A Redwing perched in a tree on the Parade Ground ...
... while another pulled up a worm. There were at least ten here today, and also some in a treetop in Kensington Gardens.
On the barrier around the Wasteland site, a Robin looked down at its mate ...
... which was doing a display holding a feather, clearly an invitation to start nesting.
Everything seems to be happening early this year, though we still have February to get through. Crocuses are coming up beside the Long Water.
A Nuthatch appeared on a dead tree near the leaf yard, the first I've seen for a while. Perhaps my efforts to attract small birds back to this parakeet-devastated area by keeping a feeder filled are beginning to succeed. The feeder has certainly attracted a lot of tits and some Chaffinches.
A Great Tit ate some pine kernels that it took from my hand.
A Coal Tit perched among pink hazel catkins in the Flower Walk.
Long-Tailed Tits flew along the edge of the Long Water.
Starlings were having a mass bathing session in the Serpentine.
Five Jays near the Italian Garden came to take peanuts. Word is spreading.
An interestingly marked Feral Pigeon near the Triangle car park.
Oddly, this is the second young Herring Gull I've seen in two days playing with an AA battery. The first one was on the other side of the lake, so it's a different battery and probably a different gull. Young gulls love toys that roll.
Two adult Herring Gulls have got the pure white heads of their breeding plumage ...
... and the pigeon-eating Lesser Black-Back is almost there.
I saw a Yellow-Legged Gull halfway between Bluebird Boats and the Dell restaurant, but it flew away before I could raise the camera and I couldn't find it again. They are quite rare visitors to the park and I hadn't seen one for several years.
A male Great Crested Grebe was looking smart in his new breeding plumage.
A large Pike could be seen from the parapet of the Italian Garden. There are at least four big ones in the Long Water, as well as plenty of smaller ones which we have seen being caught by Cormorants.
Again, the loveliest pictures of the Redwings. They are looking particularly pretty this year!
ReplyDeleteWhat is the weirdest thing you have seen a gull playing with? A battery must be in the top three easily.
It was a matter of time information about tasty peanuts made it through the corvid grapevine.
I've seen gulls playing with just about anything they can findp, belts, combs, sponges ... but perhaps the oddest was one that picked up a tennis ball on a frosty day and repeatedly dropped it on the ice, grabbed it, and flew up to drop it again. Their obsession with ropes and cords is also fascinating.
DeleteYes great shots of the Redwings. When I made a second visit this week to Warren Farm yesterday small numbers of these & Fieldfares were sitting at the top of bushes by the horse field. Otherwise few around locally.
ReplyDeleteAn exquisite Feral Pigeon!
Haven't seen a Fieldfare here this winter. We never get many.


### WORK REQUIRED
Copy each line of the data that has "Gizmos" in it.

### DATA PROVIDED

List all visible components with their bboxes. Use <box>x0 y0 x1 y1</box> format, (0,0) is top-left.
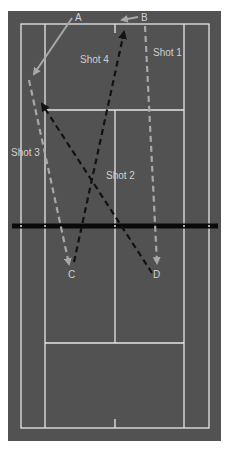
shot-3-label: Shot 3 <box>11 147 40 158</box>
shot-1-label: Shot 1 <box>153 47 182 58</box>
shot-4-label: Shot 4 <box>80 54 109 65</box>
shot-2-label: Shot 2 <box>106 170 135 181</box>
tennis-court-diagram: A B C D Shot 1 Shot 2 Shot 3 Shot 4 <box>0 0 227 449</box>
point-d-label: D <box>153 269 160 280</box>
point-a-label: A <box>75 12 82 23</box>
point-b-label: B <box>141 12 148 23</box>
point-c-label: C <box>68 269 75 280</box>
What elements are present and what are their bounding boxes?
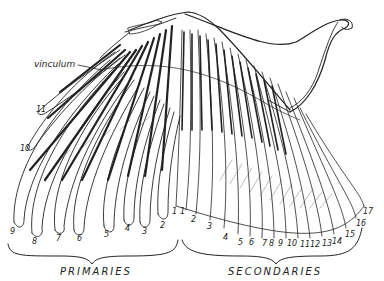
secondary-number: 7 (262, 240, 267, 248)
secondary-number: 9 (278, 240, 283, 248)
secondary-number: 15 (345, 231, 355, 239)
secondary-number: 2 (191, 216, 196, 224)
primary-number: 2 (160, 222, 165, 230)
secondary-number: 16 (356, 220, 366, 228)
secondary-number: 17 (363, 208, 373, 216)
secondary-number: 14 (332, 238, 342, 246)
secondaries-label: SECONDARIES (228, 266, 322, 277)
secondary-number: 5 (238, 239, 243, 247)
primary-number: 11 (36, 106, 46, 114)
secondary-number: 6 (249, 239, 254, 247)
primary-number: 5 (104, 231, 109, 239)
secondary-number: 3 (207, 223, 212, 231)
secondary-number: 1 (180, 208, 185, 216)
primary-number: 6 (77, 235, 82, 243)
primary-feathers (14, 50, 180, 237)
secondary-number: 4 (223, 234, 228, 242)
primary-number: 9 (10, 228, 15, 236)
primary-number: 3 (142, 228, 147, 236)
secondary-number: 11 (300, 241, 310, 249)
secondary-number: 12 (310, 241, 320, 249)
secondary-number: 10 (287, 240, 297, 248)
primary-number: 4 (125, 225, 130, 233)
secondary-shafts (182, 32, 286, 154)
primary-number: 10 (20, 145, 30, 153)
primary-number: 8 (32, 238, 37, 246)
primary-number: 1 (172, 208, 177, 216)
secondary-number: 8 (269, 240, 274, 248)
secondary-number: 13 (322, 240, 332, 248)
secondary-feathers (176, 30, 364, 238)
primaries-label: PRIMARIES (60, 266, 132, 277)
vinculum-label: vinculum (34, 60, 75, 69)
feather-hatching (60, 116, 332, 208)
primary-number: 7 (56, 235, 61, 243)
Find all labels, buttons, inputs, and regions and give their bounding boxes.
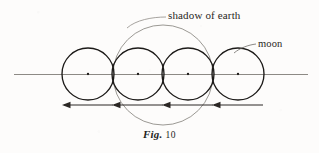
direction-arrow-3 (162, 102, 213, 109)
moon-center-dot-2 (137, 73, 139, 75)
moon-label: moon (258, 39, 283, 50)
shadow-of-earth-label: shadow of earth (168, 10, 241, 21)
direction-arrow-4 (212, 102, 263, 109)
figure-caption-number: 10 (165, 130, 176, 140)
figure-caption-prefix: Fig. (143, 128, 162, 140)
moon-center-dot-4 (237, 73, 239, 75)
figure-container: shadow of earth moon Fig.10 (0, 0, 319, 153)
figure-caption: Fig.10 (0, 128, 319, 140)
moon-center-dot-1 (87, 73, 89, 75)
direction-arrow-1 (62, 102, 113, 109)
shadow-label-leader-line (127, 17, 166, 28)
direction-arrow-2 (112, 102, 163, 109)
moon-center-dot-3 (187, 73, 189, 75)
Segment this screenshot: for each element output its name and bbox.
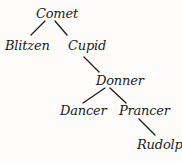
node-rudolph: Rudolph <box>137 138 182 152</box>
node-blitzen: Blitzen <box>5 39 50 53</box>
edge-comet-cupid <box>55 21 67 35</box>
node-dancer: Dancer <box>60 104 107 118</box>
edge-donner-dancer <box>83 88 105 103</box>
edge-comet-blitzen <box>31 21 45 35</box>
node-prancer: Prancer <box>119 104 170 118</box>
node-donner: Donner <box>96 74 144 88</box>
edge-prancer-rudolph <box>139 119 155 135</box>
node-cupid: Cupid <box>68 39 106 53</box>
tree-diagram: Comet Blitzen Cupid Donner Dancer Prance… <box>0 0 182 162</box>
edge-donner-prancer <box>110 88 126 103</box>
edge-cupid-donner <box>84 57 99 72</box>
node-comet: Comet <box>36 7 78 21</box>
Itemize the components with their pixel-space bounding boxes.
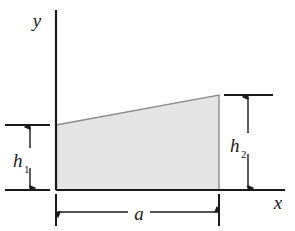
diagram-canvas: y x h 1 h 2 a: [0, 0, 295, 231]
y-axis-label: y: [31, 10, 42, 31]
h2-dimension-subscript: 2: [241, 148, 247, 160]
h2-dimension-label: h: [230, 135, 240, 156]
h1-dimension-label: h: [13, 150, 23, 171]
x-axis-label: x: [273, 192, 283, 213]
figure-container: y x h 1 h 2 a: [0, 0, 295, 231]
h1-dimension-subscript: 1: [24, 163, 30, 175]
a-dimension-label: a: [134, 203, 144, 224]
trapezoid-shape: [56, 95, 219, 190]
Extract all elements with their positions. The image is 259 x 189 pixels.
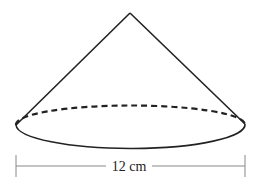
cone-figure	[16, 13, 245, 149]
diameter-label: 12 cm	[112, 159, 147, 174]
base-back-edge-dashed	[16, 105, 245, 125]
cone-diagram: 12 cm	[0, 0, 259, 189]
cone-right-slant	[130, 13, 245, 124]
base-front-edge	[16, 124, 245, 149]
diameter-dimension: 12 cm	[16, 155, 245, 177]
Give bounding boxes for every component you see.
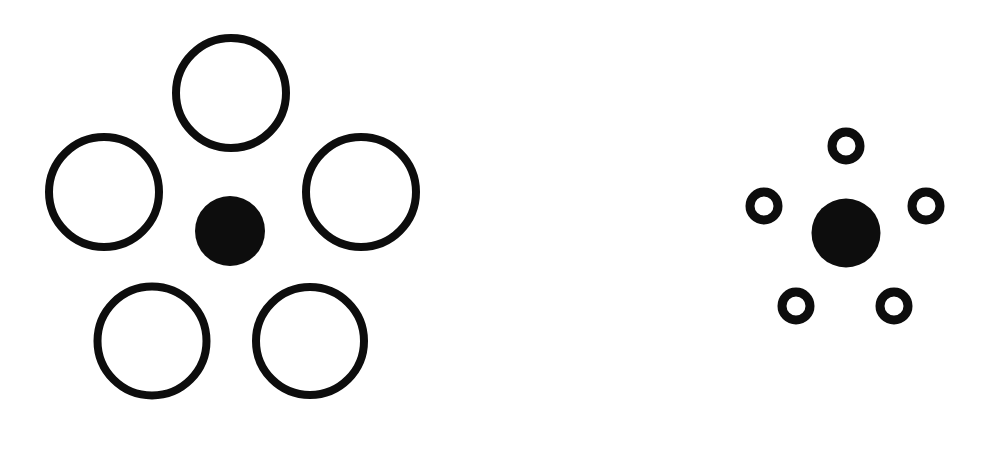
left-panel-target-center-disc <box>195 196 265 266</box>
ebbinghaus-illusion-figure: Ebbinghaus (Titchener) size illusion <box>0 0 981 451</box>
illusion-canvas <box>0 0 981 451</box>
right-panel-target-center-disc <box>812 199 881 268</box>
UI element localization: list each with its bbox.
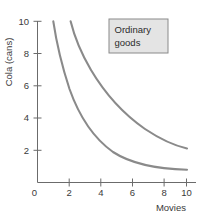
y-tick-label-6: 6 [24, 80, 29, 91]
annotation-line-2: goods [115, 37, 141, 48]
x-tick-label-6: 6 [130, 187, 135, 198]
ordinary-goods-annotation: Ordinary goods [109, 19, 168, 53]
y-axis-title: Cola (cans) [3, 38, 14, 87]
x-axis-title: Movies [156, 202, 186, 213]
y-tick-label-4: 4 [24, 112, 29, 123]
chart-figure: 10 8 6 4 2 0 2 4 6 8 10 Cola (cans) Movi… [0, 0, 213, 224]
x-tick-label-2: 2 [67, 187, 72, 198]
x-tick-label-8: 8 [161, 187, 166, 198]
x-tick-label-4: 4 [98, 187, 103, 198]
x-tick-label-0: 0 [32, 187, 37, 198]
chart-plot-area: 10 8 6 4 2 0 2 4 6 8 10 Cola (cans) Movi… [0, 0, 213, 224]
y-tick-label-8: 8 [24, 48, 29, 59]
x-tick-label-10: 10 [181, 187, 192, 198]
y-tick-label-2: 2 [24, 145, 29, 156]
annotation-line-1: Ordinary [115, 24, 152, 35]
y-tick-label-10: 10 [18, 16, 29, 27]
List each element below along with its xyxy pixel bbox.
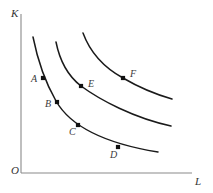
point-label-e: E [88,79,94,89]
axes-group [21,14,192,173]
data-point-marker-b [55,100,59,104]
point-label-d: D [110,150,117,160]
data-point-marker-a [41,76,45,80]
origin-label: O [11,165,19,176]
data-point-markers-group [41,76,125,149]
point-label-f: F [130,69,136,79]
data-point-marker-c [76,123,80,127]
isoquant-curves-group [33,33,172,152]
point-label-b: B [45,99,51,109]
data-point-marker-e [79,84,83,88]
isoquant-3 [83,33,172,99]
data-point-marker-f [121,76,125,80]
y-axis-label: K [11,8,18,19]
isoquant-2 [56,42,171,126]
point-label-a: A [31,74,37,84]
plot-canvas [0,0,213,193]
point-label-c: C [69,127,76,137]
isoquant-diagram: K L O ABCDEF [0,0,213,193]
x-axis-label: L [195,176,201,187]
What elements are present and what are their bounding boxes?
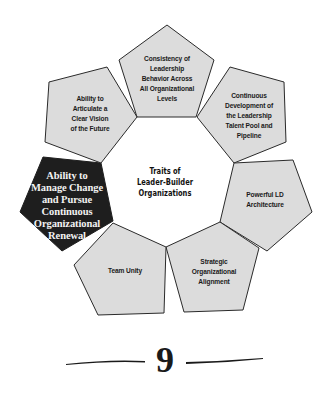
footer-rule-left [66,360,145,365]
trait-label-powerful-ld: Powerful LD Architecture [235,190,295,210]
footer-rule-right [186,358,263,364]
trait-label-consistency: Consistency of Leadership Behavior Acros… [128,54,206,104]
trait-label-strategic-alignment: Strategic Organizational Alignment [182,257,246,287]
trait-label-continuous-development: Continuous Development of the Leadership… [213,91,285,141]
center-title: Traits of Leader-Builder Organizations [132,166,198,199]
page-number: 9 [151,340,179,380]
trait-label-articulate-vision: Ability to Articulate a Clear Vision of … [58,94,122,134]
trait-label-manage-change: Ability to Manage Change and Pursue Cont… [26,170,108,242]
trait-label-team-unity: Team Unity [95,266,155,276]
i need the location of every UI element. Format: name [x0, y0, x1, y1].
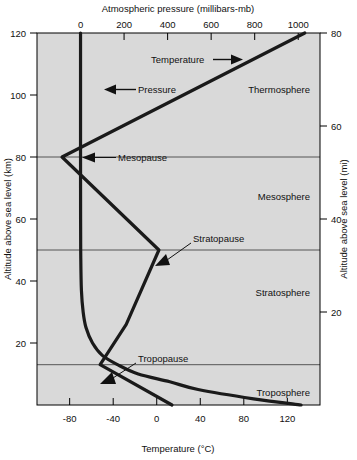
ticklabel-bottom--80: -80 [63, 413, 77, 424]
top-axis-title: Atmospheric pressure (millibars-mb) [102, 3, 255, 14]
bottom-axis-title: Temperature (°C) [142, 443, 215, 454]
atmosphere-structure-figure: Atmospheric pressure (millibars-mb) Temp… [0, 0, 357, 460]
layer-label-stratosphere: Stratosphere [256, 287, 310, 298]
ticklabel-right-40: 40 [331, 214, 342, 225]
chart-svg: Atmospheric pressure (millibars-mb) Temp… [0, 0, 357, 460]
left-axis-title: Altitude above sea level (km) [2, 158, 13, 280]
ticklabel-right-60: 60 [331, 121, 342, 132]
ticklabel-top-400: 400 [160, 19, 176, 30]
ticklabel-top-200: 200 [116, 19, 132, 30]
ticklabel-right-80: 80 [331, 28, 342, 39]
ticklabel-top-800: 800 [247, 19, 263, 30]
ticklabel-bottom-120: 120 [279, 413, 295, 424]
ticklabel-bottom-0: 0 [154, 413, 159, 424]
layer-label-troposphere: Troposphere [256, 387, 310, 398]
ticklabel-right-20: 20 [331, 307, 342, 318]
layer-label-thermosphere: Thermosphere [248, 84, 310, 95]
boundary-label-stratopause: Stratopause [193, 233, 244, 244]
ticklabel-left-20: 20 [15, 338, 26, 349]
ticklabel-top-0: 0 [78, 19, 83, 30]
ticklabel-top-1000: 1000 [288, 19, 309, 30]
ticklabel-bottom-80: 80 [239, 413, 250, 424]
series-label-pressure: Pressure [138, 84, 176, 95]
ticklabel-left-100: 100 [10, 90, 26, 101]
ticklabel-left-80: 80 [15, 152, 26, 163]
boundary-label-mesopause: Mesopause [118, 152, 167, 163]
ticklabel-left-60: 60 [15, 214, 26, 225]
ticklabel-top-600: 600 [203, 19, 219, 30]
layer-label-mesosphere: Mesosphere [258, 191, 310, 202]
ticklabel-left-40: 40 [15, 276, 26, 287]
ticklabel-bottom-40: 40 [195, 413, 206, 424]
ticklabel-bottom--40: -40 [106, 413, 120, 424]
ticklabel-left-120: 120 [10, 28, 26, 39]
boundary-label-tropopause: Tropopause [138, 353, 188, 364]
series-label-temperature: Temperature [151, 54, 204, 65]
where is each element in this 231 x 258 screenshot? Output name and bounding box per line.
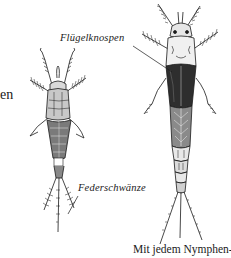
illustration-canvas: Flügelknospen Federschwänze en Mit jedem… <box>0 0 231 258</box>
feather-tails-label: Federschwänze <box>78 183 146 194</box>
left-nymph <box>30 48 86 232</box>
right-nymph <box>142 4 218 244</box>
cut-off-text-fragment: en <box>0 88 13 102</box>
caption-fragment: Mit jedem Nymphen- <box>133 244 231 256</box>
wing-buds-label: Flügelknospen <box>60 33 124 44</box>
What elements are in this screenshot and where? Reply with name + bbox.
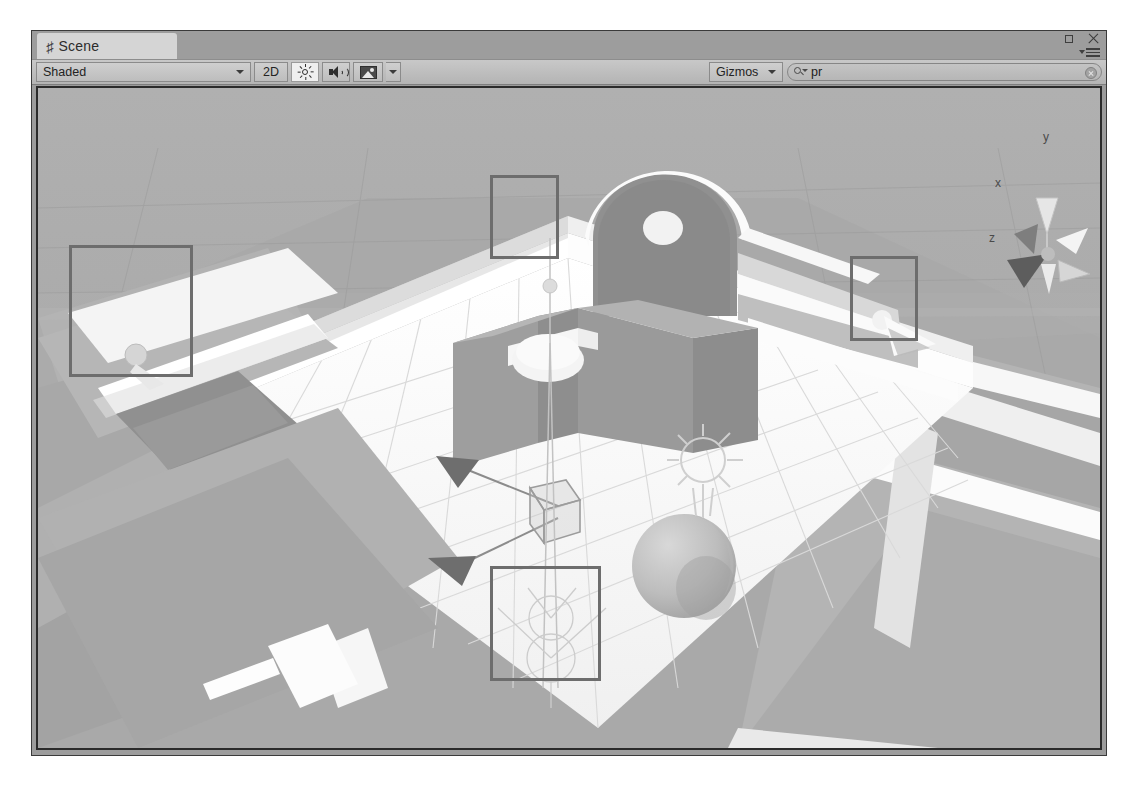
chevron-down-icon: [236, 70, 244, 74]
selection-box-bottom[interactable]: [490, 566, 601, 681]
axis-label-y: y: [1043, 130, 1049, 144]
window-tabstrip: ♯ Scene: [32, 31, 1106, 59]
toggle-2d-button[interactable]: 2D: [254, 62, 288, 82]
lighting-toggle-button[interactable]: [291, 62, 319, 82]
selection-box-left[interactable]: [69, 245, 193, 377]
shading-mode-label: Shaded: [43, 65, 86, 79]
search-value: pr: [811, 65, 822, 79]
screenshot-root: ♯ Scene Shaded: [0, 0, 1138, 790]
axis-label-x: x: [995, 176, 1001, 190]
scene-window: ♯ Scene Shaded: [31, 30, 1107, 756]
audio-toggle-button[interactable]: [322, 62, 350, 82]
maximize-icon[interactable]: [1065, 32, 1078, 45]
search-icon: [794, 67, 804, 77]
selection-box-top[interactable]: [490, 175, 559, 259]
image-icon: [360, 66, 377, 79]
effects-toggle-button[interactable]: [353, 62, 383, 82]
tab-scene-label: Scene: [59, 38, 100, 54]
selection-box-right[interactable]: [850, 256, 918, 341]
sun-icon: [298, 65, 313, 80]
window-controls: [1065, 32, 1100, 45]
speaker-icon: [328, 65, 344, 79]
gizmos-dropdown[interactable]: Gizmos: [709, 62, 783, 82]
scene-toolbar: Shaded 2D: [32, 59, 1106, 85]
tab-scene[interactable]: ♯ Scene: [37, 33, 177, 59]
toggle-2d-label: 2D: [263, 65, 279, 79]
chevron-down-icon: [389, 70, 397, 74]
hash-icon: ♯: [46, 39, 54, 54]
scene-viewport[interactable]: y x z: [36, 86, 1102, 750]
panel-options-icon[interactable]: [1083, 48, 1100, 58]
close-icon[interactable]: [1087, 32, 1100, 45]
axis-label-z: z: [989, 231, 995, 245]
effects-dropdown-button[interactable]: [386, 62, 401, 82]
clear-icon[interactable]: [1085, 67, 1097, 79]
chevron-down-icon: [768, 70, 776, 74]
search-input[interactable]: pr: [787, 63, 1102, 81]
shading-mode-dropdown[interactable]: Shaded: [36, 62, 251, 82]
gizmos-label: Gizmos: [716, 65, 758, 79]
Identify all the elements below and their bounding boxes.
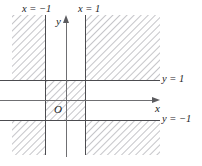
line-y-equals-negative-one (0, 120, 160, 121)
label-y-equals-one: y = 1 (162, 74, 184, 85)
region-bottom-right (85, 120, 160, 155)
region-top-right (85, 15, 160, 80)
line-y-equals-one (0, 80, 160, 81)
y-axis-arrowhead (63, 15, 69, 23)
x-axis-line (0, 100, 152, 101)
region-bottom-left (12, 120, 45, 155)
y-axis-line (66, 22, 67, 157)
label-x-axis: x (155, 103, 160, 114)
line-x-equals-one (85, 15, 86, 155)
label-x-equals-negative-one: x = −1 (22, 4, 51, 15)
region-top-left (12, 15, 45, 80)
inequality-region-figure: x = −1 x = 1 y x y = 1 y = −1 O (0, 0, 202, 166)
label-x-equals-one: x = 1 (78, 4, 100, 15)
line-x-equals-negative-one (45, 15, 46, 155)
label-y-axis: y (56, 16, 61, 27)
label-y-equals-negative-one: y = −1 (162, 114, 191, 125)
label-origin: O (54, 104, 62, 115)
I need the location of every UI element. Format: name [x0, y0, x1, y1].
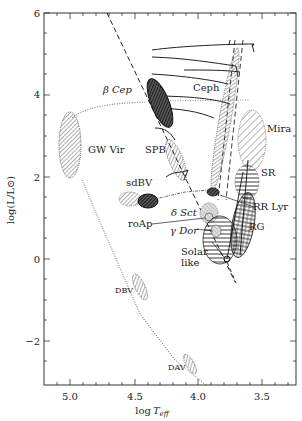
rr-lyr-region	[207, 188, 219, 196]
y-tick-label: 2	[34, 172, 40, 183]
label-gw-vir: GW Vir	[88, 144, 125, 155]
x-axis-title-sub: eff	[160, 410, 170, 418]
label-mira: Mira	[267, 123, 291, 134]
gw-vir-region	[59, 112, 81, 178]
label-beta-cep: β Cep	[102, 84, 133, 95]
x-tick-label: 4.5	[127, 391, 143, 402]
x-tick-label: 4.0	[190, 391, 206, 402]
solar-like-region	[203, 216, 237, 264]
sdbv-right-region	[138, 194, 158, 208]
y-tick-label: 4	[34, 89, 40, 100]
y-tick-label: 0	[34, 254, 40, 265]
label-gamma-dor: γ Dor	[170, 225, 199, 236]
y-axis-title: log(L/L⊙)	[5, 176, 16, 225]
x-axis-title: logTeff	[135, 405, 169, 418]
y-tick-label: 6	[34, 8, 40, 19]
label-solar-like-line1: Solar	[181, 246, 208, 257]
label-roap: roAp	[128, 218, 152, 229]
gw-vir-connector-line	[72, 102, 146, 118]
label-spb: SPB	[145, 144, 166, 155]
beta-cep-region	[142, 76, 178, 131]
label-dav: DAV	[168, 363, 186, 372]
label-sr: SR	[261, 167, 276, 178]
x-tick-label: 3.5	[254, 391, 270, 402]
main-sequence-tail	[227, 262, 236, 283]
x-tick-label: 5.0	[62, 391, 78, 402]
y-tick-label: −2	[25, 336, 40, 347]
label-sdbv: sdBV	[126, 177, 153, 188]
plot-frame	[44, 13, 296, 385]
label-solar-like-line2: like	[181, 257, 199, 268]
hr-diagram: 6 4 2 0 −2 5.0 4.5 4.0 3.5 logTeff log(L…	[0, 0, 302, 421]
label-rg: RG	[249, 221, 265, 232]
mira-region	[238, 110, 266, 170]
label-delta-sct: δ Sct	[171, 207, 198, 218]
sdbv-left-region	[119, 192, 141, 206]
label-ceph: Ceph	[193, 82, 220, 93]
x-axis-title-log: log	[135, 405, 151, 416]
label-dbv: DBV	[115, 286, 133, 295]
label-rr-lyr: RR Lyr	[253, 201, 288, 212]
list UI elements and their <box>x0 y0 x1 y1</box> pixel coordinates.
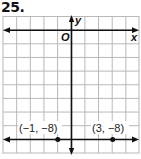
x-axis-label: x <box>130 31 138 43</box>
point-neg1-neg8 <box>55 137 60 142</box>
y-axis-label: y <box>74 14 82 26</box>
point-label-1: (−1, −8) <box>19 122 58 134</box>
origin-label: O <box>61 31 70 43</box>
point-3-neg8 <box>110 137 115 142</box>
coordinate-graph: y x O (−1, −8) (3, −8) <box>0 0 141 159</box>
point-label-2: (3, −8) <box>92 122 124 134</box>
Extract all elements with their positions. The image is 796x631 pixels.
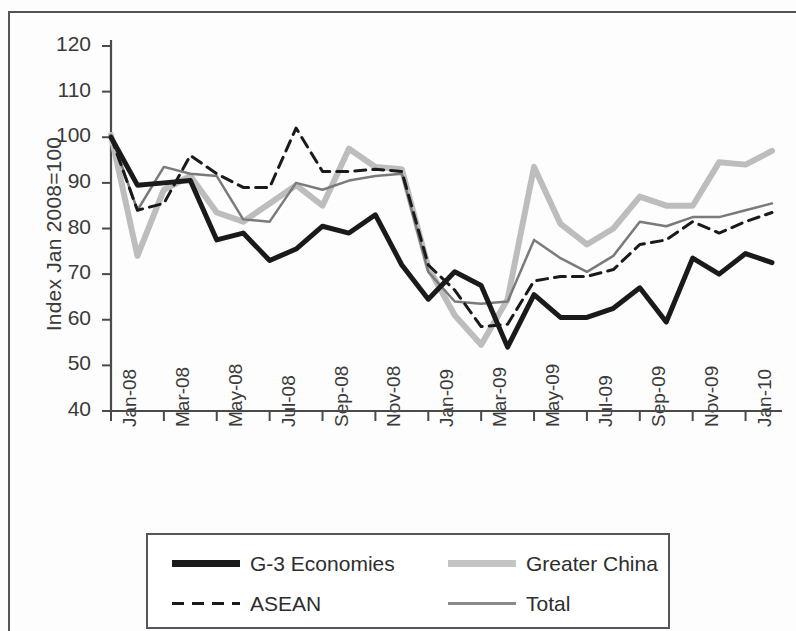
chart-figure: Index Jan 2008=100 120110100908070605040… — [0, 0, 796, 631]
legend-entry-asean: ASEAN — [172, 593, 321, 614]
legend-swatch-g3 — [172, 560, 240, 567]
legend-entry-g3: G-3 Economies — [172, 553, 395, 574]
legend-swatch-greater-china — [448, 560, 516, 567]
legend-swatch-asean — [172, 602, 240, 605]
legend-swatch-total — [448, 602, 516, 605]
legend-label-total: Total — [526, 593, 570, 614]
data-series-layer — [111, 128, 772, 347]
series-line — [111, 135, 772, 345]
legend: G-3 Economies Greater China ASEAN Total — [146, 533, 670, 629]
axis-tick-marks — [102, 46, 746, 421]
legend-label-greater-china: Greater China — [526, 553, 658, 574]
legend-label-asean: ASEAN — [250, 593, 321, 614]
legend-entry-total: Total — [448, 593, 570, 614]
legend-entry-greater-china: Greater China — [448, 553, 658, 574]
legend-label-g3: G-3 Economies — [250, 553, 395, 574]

### ANSWER SPACE
gizmos-dropdown[interactable]: Gizmos: [709, 62, 783, 82]
gizmos-label: Gizmos: [716, 65, 758, 79]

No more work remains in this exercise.